Re: Liability
The banks and creditcard providers must be bearing a fair whack of the cost of this where they're the ones required by law to reimburse consumers.
Nope. Not how credit cards are wired, it goes like this: Credit card providers do not pay out any money they don't have and even then only after 3-4 months after the transactions were made.
A fraudulent transaction is therefore 'just' cancelled, sticking the merchant, who accepted the transaction with the losses - on top of the 3% service charge. Debit cards, OTOH, transfer the money directly so only Swedish* and straight-up idiots use debit cards on the Internet or while travelling!
The credit card provider simply runs a ledger recording the credit card transactions, at this stage presumably all authorised by the cardholder.
At the end of 'month 01', the credit card provider presents the ledger from 'month-00' to the cardholder.
Cardholder approves the ledger by paying it in part or full OR cardholder rejects transactions that cardholder claims are fraudulent. Cardholder has almost one month to pay the credit card provider.
The credit card provider now goes to the merchant accounts from where the fraudulent transactions were created and requests that the merchant proves that those transactions were correctly authorised by the actual cardholder. If the merchant cannot convince the credit card provider that the transactions are genuine and made by the cardholder, the credit card provider will remove that entry from the ledger and bump a 'fraud-metrics' against the merchant. If that metric goes high enough the merchant will lose access to credit card transaction clearing - for almost ALL cards, globally, because there exists a global credit card issuer cartel against scam-prone merchants.
Now, at 'month-03', the credit card provider has got the money for 'month-01' from the cardholder and at the end of 'month-03', they run down the ledger now containing only valid transactions and transfer the funds to the merchants.
I.O.W: Amazon will be stuck with the fraudulent charges. Too many of those and/or too much lip about not eating their losses willingly and they can lose their credit card facilities, temporarily or permanently.
*)
The Swedish banks for some obscure reason only offers 'Debit Cards linked to an account with an overdraft facility' marketed as 'Credit Cards' to the unsuspecting upcoming victims of credit card fraud. This of course causing an unpleasant discussion between the bank where the overdrawn account resides and cardholder on who gets to eat the loss.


■ PROBLEM REQUIREMENTS:
Among the entries below, how many lines include "could"? Answer with the number only.

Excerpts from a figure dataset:
____________________
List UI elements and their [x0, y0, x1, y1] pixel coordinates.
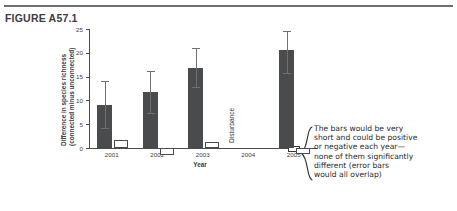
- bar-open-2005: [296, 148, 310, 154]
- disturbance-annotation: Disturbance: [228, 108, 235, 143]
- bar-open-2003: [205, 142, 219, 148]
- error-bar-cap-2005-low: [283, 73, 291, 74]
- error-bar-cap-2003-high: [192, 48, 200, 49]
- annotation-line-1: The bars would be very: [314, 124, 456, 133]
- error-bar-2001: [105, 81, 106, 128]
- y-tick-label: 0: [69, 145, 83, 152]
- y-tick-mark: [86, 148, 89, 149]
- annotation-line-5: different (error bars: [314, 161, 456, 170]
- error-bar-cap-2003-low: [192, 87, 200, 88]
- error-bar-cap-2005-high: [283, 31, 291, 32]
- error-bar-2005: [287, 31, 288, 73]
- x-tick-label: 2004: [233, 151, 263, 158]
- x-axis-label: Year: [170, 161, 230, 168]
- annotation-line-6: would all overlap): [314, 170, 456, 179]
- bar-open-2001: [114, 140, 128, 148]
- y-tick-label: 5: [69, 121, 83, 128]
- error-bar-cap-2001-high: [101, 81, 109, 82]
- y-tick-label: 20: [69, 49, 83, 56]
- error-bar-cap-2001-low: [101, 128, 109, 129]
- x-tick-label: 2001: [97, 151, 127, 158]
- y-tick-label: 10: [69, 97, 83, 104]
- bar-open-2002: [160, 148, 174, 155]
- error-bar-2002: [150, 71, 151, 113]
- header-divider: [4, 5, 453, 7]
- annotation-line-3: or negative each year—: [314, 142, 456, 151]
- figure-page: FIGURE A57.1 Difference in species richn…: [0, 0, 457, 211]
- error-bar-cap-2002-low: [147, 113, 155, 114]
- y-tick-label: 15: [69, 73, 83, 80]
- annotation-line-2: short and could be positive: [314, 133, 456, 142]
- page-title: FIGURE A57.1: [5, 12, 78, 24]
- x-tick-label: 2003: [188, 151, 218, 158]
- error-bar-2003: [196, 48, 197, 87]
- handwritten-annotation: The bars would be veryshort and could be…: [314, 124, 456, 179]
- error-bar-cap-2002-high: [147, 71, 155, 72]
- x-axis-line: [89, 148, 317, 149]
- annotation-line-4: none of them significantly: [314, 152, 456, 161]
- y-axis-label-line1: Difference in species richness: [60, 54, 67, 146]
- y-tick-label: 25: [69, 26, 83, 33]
____________________
■ SOLUTION TO THE PROBLEM:
2